Need to reset the Turkish military

Need to reset the Turkish military

The military coup attempt of July 15 showed that many institutions in the Turkish administration - not only the military - need a reset, or at least a radical reformation: From the judiciary to law enforcement, from the election law to the transparency of financing of politics.

But the burning issue now is the military, because of the coup attempt by a junta within the military, which occurred at a time when many inside and outside of Turkey had thought the era of coups and military interventions into politics had been left in the past.

Plus, there is the Supreme Military Council (YAŞ) meeting scheduled to convene today on July 28, which some have claimed was one of the main motivations for the coup attempt. According to suggestions whispered in Ankara’s political corridors, the followers of U.S.-based Islamist ideologue Fethullah Gülen, who have organized and risen in the ranks of the Turkish military for the last 20 years or so, thought the time was ripe to try to take over the system. They feared that the government and the top brass were going to eliminate them in this YAŞ meeting, where retirements and promotions are decided.

Daily Hürriyet reported on July 27 that 18 out of 25 colonels promoted to the rank of brigadier general in the YAŞ meetings of 2013 have been arrested by the courts since the coup attempt. There were a total of 41 promotions within the upper ranks (from brigadier to major, major to lieutenant, and lieutenant to full general ranks, with admiralty equivalents in the navy) in the 2013 promotions, and 21 of them have now been arrested because of their alleged involvement in the coup attempt. 2013 was the year when President Tayyip Erdoğan and his Justice and Development Party’s (AK Parti) good relations with Gülen’s “Hizmet” (Service) movement were terminally broken with the graft probes of Dec. 17 and Dec. 25 that year. But the records show that the promotions of apparently Gülenist soldiers continued in 2014 and even 2015, even if not at high rates.

Yet the circumstances surrounding this year’s YAŞ meeting are totally different following the July 15 coup attempt. That night, President Erdoğan was narrowly saved from being either kidnapped of perhaps assassinated by the rebel soldiers; the chief of general staff, land, air and gendarmerie forces commanders were captured and kidnapped with the help of their own private secretaries and guards; and parliament was bombed by rebel soldiers, who did not hesitate to kill the civilians resisting them, especially after Erdoğan managed to get his voice heard through private broadcaster CNN Türk.

The much self-praised discipline of the Turkish military, one of the largest and best-organized in the Western defense alliance of NATO, did not work. Military sources told the press on July 27 that besides nearly 9,000 soldiers, (some of them being privates and corporals who had no idea what was going on but had to obey the orders of their superiors), 24 fighter jets, 37 helicopters, 74 tanks, 246 armored vehicles, three warships and nearly 4,000 light weapons belonging to the Turkish army were seized and abused by rebel soldiers. 

Under the circumstances, this year’s YAŞ meeting is not likely to be simple promotions-and-retirements session. Rather, it may see a fundamental restructuring of the military. Prime Minister Binali Yıldırım has already taken the first step, separating the gendarmerie and the coast guard from the chief of staff and putting them under the Interior Ministry in the cabinet meeting of July 25.

It is highly possible the president and the prime minister would not want to work with the current top brass any longer. But it may go beyond changes of names. Everything could be on the table: From putting the military under the Defense Ministry (like in other NATO countries), to the military education system, to the overall force architecture.

Actually, a reformation of the Turkish army is something much belated. Perhaps it should even have been done soon after the disintegration of the Soviet Union in 1992, but the fight against the outlawed Kurdistan Workers’ Party (PKK) has always given an excuse for Ankara to keep things the same, with certain facelift operations.

It seems that a reset is now needed, similar to the one carried out by Mustafa Kemal Atatürk himself in 1926, shortly after the foundation of the republic in 1923 following the War of Independence that he had led.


> _How to complete this task_
Once the line containing "Where is each" is found in the data below, repeat it and every later line exactly, leaving the pictures out.

> _Dataset records on visual material_
☆ ☆ ☆
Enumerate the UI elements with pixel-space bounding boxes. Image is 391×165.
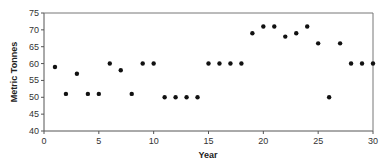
- data-point: [316, 41, 320, 45]
- data-point: [195, 95, 199, 99]
- y-tick-label: 60: [29, 59, 39, 69]
- data-point: [75, 71, 79, 75]
- data-point: [338, 41, 342, 45]
- x-axis-title: Year: [198, 150, 218, 160]
- data-point: [206, 61, 210, 65]
- y-tick-label: 50: [29, 92, 39, 102]
- data-point: [86, 92, 90, 96]
- data-point: [53, 65, 57, 69]
- data-point: [97, 92, 101, 96]
- x-tick-label: 5: [96, 136, 101, 146]
- y-axis-title: Metric Tonnes: [9, 42, 19, 102]
- data-point: [162, 95, 166, 99]
- x-tick-label: 25: [313, 136, 323, 146]
- data-point: [64, 92, 68, 96]
- plot-frame: [44, 13, 373, 131]
- data-point: [108, 61, 112, 65]
- y-tick-label: 55: [29, 75, 39, 85]
- data-point: [239, 61, 243, 65]
- data-point: [349, 61, 353, 65]
- y-tick-label: 65: [29, 42, 39, 52]
- x-tick-label: 20: [258, 136, 268, 146]
- data-point: [294, 31, 298, 35]
- data-point: [360, 61, 364, 65]
- data-point: [151, 61, 155, 65]
- data-point: [272, 24, 276, 28]
- data-point: [283, 34, 287, 38]
- y-tick-label: 75: [29, 8, 39, 18]
- data-point: [371, 61, 375, 65]
- data-point: [250, 31, 254, 35]
- data-points: [53, 24, 375, 99]
- data-point: [228, 61, 232, 65]
- x-tick-label: 0: [41, 136, 46, 146]
- data-point: [305, 24, 309, 28]
- data-point: [327, 95, 331, 99]
- x-tick-label: 10: [149, 136, 159, 146]
- y-ticks: 4045505560657075: [29, 8, 44, 136]
- data-point: [141, 61, 145, 65]
- data-point: [184, 95, 188, 99]
- y-tick-label: 40: [29, 126, 39, 136]
- y-tick-label: 70: [29, 25, 39, 35]
- data-point: [261, 24, 265, 28]
- data-point: [130, 92, 134, 96]
- data-point: [217, 61, 221, 65]
- data-point: [173, 95, 177, 99]
- x-ticks: 051015202530: [41, 131, 378, 146]
- x-tick-label: 15: [203, 136, 213, 146]
- scatter-chart: 4045505560657075 051015202530 Metric Ton…: [0, 0, 391, 165]
- data-point: [119, 68, 123, 72]
- x-tick-label: 30: [368, 136, 378, 146]
- y-tick-label: 45: [29, 109, 39, 119]
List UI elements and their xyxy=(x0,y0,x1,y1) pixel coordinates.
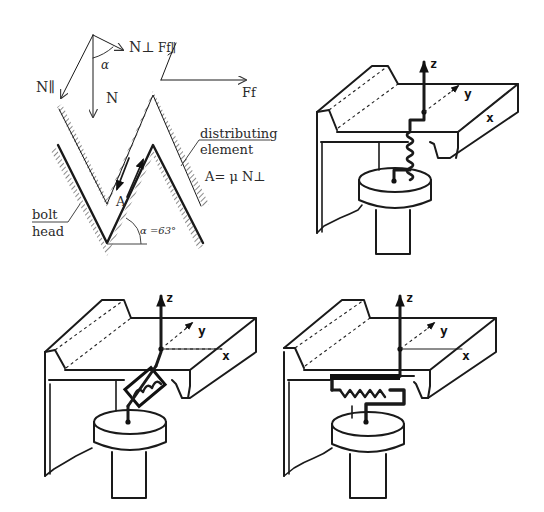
axis-label-z: z xyxy=(406,291,413,305)
model-vertical-spring: z y x xyxy=(317,57,518,254)
label-bolt: bolt xyxy=(32,207,58,222)
plate-front-top xyxy=(337,132,458,158)
spring-element-vertical xyxy=(391,62,458,184)
ridge-hidden-2 xyxy=(305,318,370,366)
label-element: element xyxy=(200,142,254,157)
bracket-structure xyxy=(317,66,518,233)
axis-label-z: z xyxy=(430,57,437,71)
ridge-front xyxy=(45,350,65,368)
bolt-shank xyxy=(350,454,386,498)
plate-outline xyxy=(370,318,496,398)
axis-label-y: y xyxy=(198,323,206,338)
axis-label-x: x xyxy=(486,110,494,125)
bolt-leader-diag xyxy=(68,204,80,222)
y-axis-dashed xyxy=(424,88,456,112)
y-axis-dashed xyxy=(161,326,189,349)
ridge-hidden-1 xyxy=(329,66,388,110)
ridge-top xyxy=(284,300,370,348)
label-distributing: distributing xyxy=(200,126,278,141)
n-parallel-arrow xyxy=(61,35,93,98)
bolt-head-top xyxy=(332,412,404,436)
ridge-top xyxy=(317,66,400,112)
ridge-hidden-2 xyxy=(66,318,131,368)
alpha-arc xyxy=(93,47,113,58)
model-horizontal-spring: z y x xyxy=(284,291,496,498)
spring-element-inclined xyxy=(125,296,222,425)
label-n-perp: N⊥ xyxy=(129,39,154,55)
label-n-parallel: N∥ xyxy=(36,79,55,95)
figure-canvas: N⊥ Ff∥ α N∥ N Ff A α =63° distributing e… xyxy=(0,0,544,512)
wall-torn-edge xyxy=(284,448,332,476)
angle-arc xyxy=(126,218,141,244)
label-f-f: Ff xyxy=(242,85,257,100)
bolt xyxy=(332,412,404,498)
bolt-shank xyxy=(376,210,410,254)
ridge-hidden-1 xyxy=(55,300,124,350)
ridge-front xyxy=(317,110,337,130)
y-axis-arrow xyxy=(452,86,458,91)
label-head: head xyxy=(32,224,64,239)
spring-bottom-link xyxy=(394,170,410,180)
spring-coil xyxy=(407,132,413,180)
y-axis-arrow xyxy=(428,323,434,328)
wall-torn-edge xyxy=(45,448,92,476)
axis-label-z: z xyxy=(166,291,173,305)
thread-force-diagram: N⊥ Ff∥ α N∥ N Ff A α =63° distributing e… xyxy=(32,35,278,256)
model-inclined-spring: z y x xyxy=(45,291,256,498)
y-axis-arrow xyxy=(186,323,192,328)
bolt-node xyxy=(363,419,368,424)
z-axis-rod xyxy=(410,62,424,130)
ridge-hidden-1 xyxy=(295,300,364,348)
axis-label-x: x xyxy=(462,348,470,363)
bolt-head-side xyxy=(359,180,431,208)
label-f-f-parallel: Ff∥ xyxy=(158,41,176,55)
z-axis-rod xyxy=(156,296,161,366)
spring-coil xyxy=(340,390,385,397)
axis-label-x: x xyxy=(222,348,230,363)
bolt-node xyxy=(391,178,396,183)
bolt-node xyxy=(125,419,130,424)
ridge-front xyxy=(284,348,304,368)
bolt-head-side xyxy=(332,424,404,452)
ridge-hidden-2 xyxy=(338,84,398,128)
label-a-point: A xyxy=(115,194,126,209)
axis-label-y: y xyxy=(464,86,472,101)
lower-housing xyxy=(366,390,404,421)
ridge-top xyxy=(45,300,131,352)
wall-torn-edge xyxy=(317,205,362,233)
bolt-shank xyxy=(112,452,146,498)
bolt-head-side xyxy=(94,422,166,450)
y-axis-dashed xyxy=(400,326,431,349)
f-f-parallel-arrow xyxy=(161,52,172,80)
n-perp-arrow xyxy=(93,35,123,50)
label-alpha: α xyxy=(101,58,109,72)
label-angle: α =63° xyxy=(140,225,176,236)
label-friction-formula: A= μ N⊥ xyxy=(204,169,266,184)
axis-label-y: y xyxy=(440,323,448,338)
upper-housing-fill xyxy=(330,374,400,380)
label-n: N xyxy=(106,90,118,106)
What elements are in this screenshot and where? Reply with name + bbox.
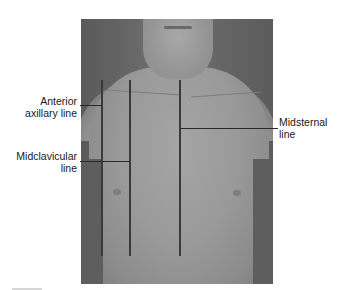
anterior-axillary-label-line1: Anterior xyxy=(25,95,77,107)
chest-photograph xyxy=(81,19,273,284)
midclavicular-leader xyxy=(80,161,130,162)
midsternal-label: Midsternal line xyxy=(279,116,327,140)
midsternal-label-line1: Midsternal xyxy=(279,116,327,128)
chin-mouth xyxy=(164,26,192,29)
anterior-axillary-line xyxy=(101,80,103,256)
midclavicular-label: Midclavicular line xyxy=(16,150,77,174)
left-arm-shadow xyxy=(81,159,103,284)
right-nipple xyxy=(233,190,241,196)
midsternal-leader xyxy=(180,128,278,129)
anterior-axillary-label: Anterior axillary line xyxy=(25,95,77,119)
anterior-axillary-label-line2: axillary line xyxy=(25,107,77,119)
midsternal-label-line2: line xyxy=(279,128,327,140)
left-nipple xyxy=(113,189,121,195)
right-arm-shadow xyxy=(253,159,273,284)
midclavicular-label-line1: Midclavicular xyxy=(16,150,77,162)
midsternal-line xyxy=(179,80,181,256)
midclavicular-line xyxy=(129,80,131,256)
anterior-axillary-leader xyxy=(80,105,102,106)
midclavicular-label-line2: line xyxy=(16,162,77,174)
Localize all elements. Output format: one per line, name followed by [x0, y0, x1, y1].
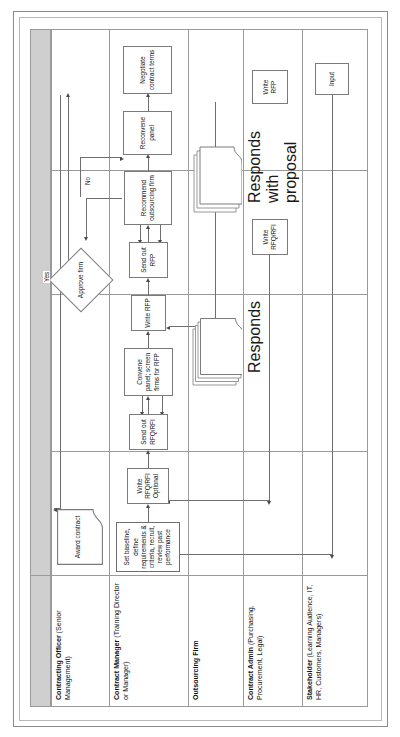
arrow-head	[146, 225, 150, 229]
connector	[80, 157, 81, 197]
arrow-head	[267, 501, 271, 505]
lane-title-contract-admin: Contract Admin (Purchasing, Procurement,…	[243, 576, 302, 707]
node-label: Convene panel; screen firms for RFP	[136, 351, 161, 393]
lane-title-text: Stakeholder	[306, 659, 314, 700]
edge-label-no: No	[84, 176, 91, 186]
lane-title-text: Contract Admin	[247, 647, 255, 700]
node-label: Reconvene panel	[139, 114, 155, 152]
node-input[interactable]: Input	[315, 63, 349, 95]
connector	[172, 554, 333, 555]
connector	[148, 453, 149, 468]
node-label: Responds	[246, 309, 270, 387]
node-label: Write RFP	[144, 298, 152, 327]
arrow-head	[146, 504, 150, 508]
document-stack-icon	[192, 137, 242, 215]
lane-grid-line	[30, 29, 368, 30]
connector	[170, 500, 270, 501]
node-write-rfq-rfi-optional[interactable]: Write RFQ/RFI Optional	[127, 468, 169, 504]
connector	[148, 399, 149, 414]
lane-title-outsourcing-firm: Outsourcing Firm	[188, 576, 243, 707]
arrow-head	[146, 396, 150, 400]
node-label: Responds with proposal	[246, 137, 306, 215]
node-recommend-outsourcing-firm[interactable]: Recommend outsourcing firm	[124, 171, 172, 225]
swimlane-diagram: Contracting Officer (Senior Management) …	[30, 29, 368, 707]
connector	[86, 198, 122, 199]
screenshot-page: Contracting Officer (Senior Management) …	[0, 0, 400, 737]
node-label: Write RFQ/RFI Optional	[136, 471, 161, 501]
arrow-head	[146, 331, 150, 335]
node-reconvene-panel[interactable]: Reconvene panel	[123, 111, 172, 155]
lane-title-contract-manager: Contract Manager (Training Director or M…	[109, 576, 188, 707]
connector	[148, 334, 149, 348]
node-negotiate-contract-terms[interactable]: Negotiate contract terms	[123, 46, 172, 94]
arrow-head	[120, 157, 124, 161]
arrow-head	[330, 555, 334, 559]
node-label: Set baseline, define requirements & crit…	[123, 525, 172, 569]
node-responds-with-proposal-stack[interactable]: Responds with proposal	[192, 137, 242, 215]
lane-title-stakeholder: Stakeholder (Learning Audience, IT, HR, …	[302, 576, 367, 707]
node-set-baseline[interactable]: Set baseline, define requirements & crit…	[116, 522, 180, 572]
node-label: Approve firm	[58, 257, 104, 303]
arrow-head	[66, 93, 70, 97]
connector	[148, 281, 149, 295]
lane-grid-line	[367, 29, 368, 707]
stage-grid-line	[51, 451, 367, 452]
node-label: Write RFQ/RFI	[262, 222, 278, 252]
lane-title-contracting-officer: Contracting Officer (Senior Management)	[51, 576, 109, 707]
node-responds-stack[interactable]: Responds	[192, 309, 242, 387]
node-label: Recommend outsourcing firm	[140, 174, 156, 222]
node-award-contract[interactable]: Award contract	[57, 509, 103, 565]
node-label: Negotiate contract terms	[139, 49, 155, 91]
node-send-out-rfq-rfi[interactable]: Send out RFQ/RFI	[129, 414, 168, 450]
arrow-head	[166, 326, 170, 330]
node-label: Award contract	[57, 509, 103, 565]
lane-title-text: Contract Manager	[113, 640, 121, 700]
node-write-rfp[interactable]: Write RFP	[131, 295, 166, 331]
document-stack-icon	[192, 309, 242, 387]
diagram-header-band	[30, 29, 51, 707]
node-convene-panel-screen-firms[interactable]: Convene panel; screen firms for RFP	[124, 348, 173, 396]
node-label: Write RFP	[262, 73, 278, 101]
connector	[86, 198, 87, 237]
connector	[332, 93, 333, 555]
connector	[68, 96, 69, 272]
node-label: Send out RFP	[140, 245, 156, 275]
diagram-viewport: Contracting Officer (Senior Management) …	[30, 29, 368, 707]
connector	[148, 96, 149, 111]
node-label: Send out RFQ/RFI	[140, 417, 156, 447]
node-send-out-rfp[interactable]: Send out RFP	[129, 242, 168, 278]
lane-title-text: Outsourcing Firm	[192, 640, 200, 700]
node-admin-write-rfp[interactable]: Write RFP	[252, 70, 288, 104]
node-admin-write-rfq-rfi[interactable]: Write RFQ/RFI	[252, 219, 288, 255]
edge-label-yes: Yes	[43, 271, 50, 283]
arrow-head	[146, 450, 150, 454]
arrow-head	[84, 237, 88, 241]
connector	[148, 228, 149, 242]
node-label: Input	[328, 72, 336, 86]
arrow-head	[146, 278, 150, 282]
connector	[148, 157, 149, 171]
lane-title-text: Contracting Officer	[55, 635, 63, 700]
node-approve-firm[interactable]: Approve firm	[58, 257, 104, 303]
connector	[148, 507, 149, 522]
connector	[80, 157, 122, 158]
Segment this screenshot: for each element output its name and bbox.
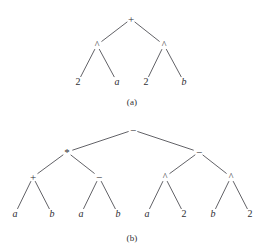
tree-edge xyxy=(71,155,94,173)
tree-edge xyxy=(18,182,31,209)
tree-node-operator: ^ xyxy=(163,172,168,182)
tree-node-variable: b xyxy=(50,209,55,219)
tree-node-number: 2 xyxy=(76,77,81,87)
tree-edge xyxy=(84,182,97,209)
tree-edge xyxy=(167,181,181,208)
expression-tree-figure: +^^2a2b(a)−*−+−^^ababa2b2(b) xyxy=(0,0,265,252)
tree-node-operator: ^ xyxy=(162,40,167,50)
tree-node-variable: b xyxy=(116,209,121,219)
figure-caption: (a) xyxy=(127,97,138,107)
tree-node-variable: a xyxy=(145,209,150,219)
tree-node-operator: * xyxy=(64,147,70,158)
tree-node-operator: + xyxy=(128,14,134,25)
tree-node-variable: a xyxy=(79,209,84,219)
tree-edge xyxy=(170,155,195,173)
tree-node-operator: − xyxy=(130,125,136,136)
tree-node-operator: − xyxy=(96,172,102,183)
tree-node-operator: − xyxy=(196,147,202,158)
tree-node-number: 2 xyxy=(144,77,149,87)
tree-edge xyxy=(102,22,127,41)
tree-edge xyxy=(135,22,159,41)
tree-edge xyxy=(138,132,194,151)
tree-node-variable: b xyxy=(182,77,187,87)
tree-node-variable: a xyxy=(115,77,120,87)
tree-edge xyxy=(166,49,181,76)
tree-node-number: 2 xyxy=(182,209,187,219)
tree-node-operator: ^ xyxy=(95,40,100,50)
tree-edge xyxy=(233,181,247,208)
tree-edge xyxy=(203,155,226,173)
tree-node-variable: a xyxy=(13,209,18,219)
tree-edge xyxy=(150,182,163,209)
tree-edge xyxy=(81,49,95,76)
tree-edge xyxy=(149,50,162,77)
tree-edge xyxy=(216,182,229,209)
tree-node-number: 2 xyxy=(248,209,253,219)
tree-node-operator: + xyxy=(30,172,36,183)
tree-edge xyxy=(101,181,115,208)
tree-node-operator: ^ xyxy=(229,172,234,182)
tree-node-variable: b xyxy=(211,209,216,219)
tree-edge xyxy=(38,155,63,173)
tree-edge xyxy=(35,181,49,208)
tree-edge xyxy=(73,132,129,151)
figure-caption: (b) xyxy=(126,233,137,243)
tree-edge xyxy=(99,49,114,76)
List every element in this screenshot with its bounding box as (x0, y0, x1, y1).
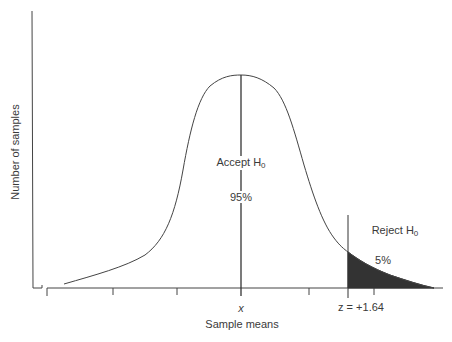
y-axis-label: Number of samples (9, 104, 21, 199)
reject-percent: 5% (375, 254, 391, 266)
mean-tick-label: x (238, 302, 244, 314)
y-axis (32, 11, 42, 288)
accept-text: Accept H (216, 156, 261, 168)
reject-region-label: Reject H0 (372, 224, 419, 238)
critical-value-label: z = +1.64 (338, 301, 384, 313)
normal-distribution-diagram (0, 0, 452, 342)
reject-text: Reject H (372, 224, 414, 236)
accept-percent: 95% (228, 191, 254, 203)
x-axis-ticks (47, 288, 374, 296)
reject-subscript: 0 (414, 229, 418, 238)
x-axis-label: Sample means (205, 318, 278, 330)
accept-subscript: 0 (261, 161, 265, 170)
accept-region-label: Accept H0 (214, 156, 267, 170)
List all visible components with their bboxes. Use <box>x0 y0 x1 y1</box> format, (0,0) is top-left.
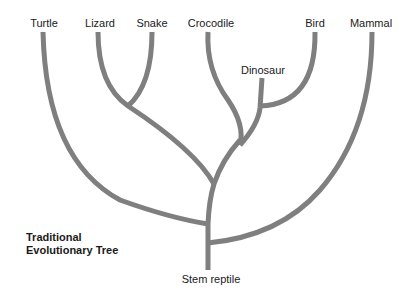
taxon-label-bird: Bird <box>305 17 325 29</box>
diagram-title-line2: Evolutionary Tree <box>26 244 118 257</box>
taxon-label-crocodile: Crocodile <box>188 17 234 29</box>
diagram-title: Traditional Evolutionary Tree <box>26 231 118 257</box>
branch-lizard <box>98 32 214 184</box>
taxon-label-snake: Snake <box>136 17 167 29</box>
taxon-label-lizard: Lizard <box>85 17 115 29</box>
branch-trunk <box>208 140 240 270</box>
taxon-label-mammal: Mammal <box>350 17 392 29</box>
diagram-title-line1: Traditional <box>26 231 118 244</box>
taxon-label-turtle: Turtle <box>30 17 58 29</box>
branch-turtle <box>43 32 208 224</box>
branch-crocodile <box>208 32 241 145</box>
branch-mammal <box>208 32 372 243</box>
root-label-stem-reptile: Stem reptile <box>182 273 241 285</box>
taxon-label-dinosaur: Dinosaur <box>241 64 285 76</box>
branch-snake <box>128 32 152 106</box>
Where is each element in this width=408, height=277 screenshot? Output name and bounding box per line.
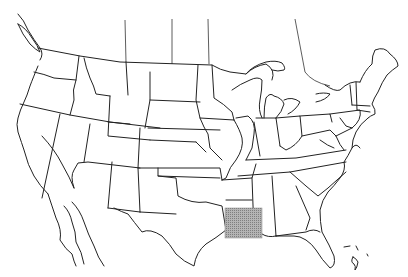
us-outline-map bbox=[0, 0, 408, 277]
highlighted-region bbox=[225, 208, 262, 238]
coastline-and-borders bbox=[17, 14, 398, 270]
☆ ☆ ☆
> _Task response_
Where is each element in this width=408, height=277 screenshot? Output name and bounding box per line.
us-outline-map bbox=[0, 0, 408, 277]
highlighted-region bbox=[225, 208, 262, 238]
coastline-and-borders bbox=[17, 14, 398, 270]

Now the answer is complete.